Why Some Scots Want to Leave the UK

Tyler Cowen thinks Scotland should stay in the UK, and so do I. But this bit of his blog post I can’t quite agree with:

If a significant segment of the British partnership wishes to leave, and for no really good practical reason, it is a sign that something is deeply wrong with contemporary politics and with our standards for loyalties.

I find this entire prospect depressing, and although it is starting to pick up more coverage in the United States and globally, still it is an under-covered story relative to its importance.

This is a referendum on the modern nation-state, an institution that has done very well since the late 1940s but which is indeed often ethnically heterogeneous at its core. While I expect Scottish independence to be voted down, if it passes I will feel the world’s risk premium has gone up, even if the Scots manage to make independence work. (emphasis original)

The main reason why some Scots want to leave the UK is ideological. Scotland consistently votes 15-20 points to the left of the rest of the UK, and with a current center-right government and a constantly improving prospect of a Conservative victory at the next election, many left-wing Scots fear the policies they’ll face in a united Britain. If you follow the Twitter feed of Yes Scotland, you’ll see a stream of claims about new social programs an independent Scotland could implement, and explicit fears about future Tory rule.

Furthermore, Scots are discontented with devolution, wanting something more, but many of them do not trust that David Cameron will follow through on promises to enact more generous autonomy for Scotland (his party is, after all, still the Conservative and Unionist Party).

Growing state intervention in people’s lives has made ordinary ideological disagreements more salient and fundamental. As a result, ideologically polarized people in advanced democracies often wonder whether they can live in peace with “the other side.” Is this depressing or just inevitable? Anyway, I’m not sure Scottish secession would raise the world risk premium any more than Norwegian or Icelandic secession did, or than Faroese independence would. It would at least be peaceful and negotiated. Still, I reiterate that it is probably a bad idea for Scots, and unlikely to happen according to the polls.

4 thoughts on “Why Some Scots Want to Leave the UK

  1. I am rooting for the Scots to secede. I imagine they think they could create a mirror-Norway. I reckon they’d create pre-1984 New Zealand.

    Let’s run an experiment!

    (Besides, I’m pretty sure that a ‘Yes’ vote is required before we can turn some patch of Little England into Galt’s Gulch.) 😉

    1. I have heard this sort of comment from market-oriented types before, and I would probably have agreed once upon a time. But what I worry about is that in the long run, a left-of-center Scotland will try to forestall a move to fiscal responsibility by raising barriers to capital flows. That will be difficult to do as part of the EU, but not impossible: various regulatory barriers can subtly impede the common market. In other words, pre-1984 New Zealand.
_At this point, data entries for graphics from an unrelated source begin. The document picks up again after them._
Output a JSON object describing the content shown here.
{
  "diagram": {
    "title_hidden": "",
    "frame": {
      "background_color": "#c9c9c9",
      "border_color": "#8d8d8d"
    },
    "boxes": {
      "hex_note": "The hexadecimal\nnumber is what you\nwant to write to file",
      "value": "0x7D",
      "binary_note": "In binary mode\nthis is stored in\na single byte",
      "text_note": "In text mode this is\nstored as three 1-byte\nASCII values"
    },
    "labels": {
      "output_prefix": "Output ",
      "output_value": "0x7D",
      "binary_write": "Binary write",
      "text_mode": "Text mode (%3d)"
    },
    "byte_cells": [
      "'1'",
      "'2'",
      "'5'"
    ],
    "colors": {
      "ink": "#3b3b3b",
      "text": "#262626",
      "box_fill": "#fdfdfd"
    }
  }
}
Maybe that will be a learning opportunity, but OTOH, we already have plenty of learning opportunities around us (such as New Zealand’s turnaround), and not everyone seems to be learning.

  2. Isn’t this the only way that democratic polities learn? By empowering a “responsible party” and then, in the event that their policy package fails, handing control to an opposition government?

    [I understand that everyone will raise a hue and cry about the bond markets and/or the IMF first, but a new government should ultimately result.]

    Here’s another question: is there any chance that the Scottish government could be plagued by a resource curse with North Sea oil?

    1. I’m skeptical that the resource curse is a big deal, especially in the developed West. (Canada & Norway do fine.) Furthermore, North Sea oil is fairly depleted, & Scots know they won’t have the revenues that much longer. There’s little risk that Scotland will become a “petrostate” with all that term usually implies.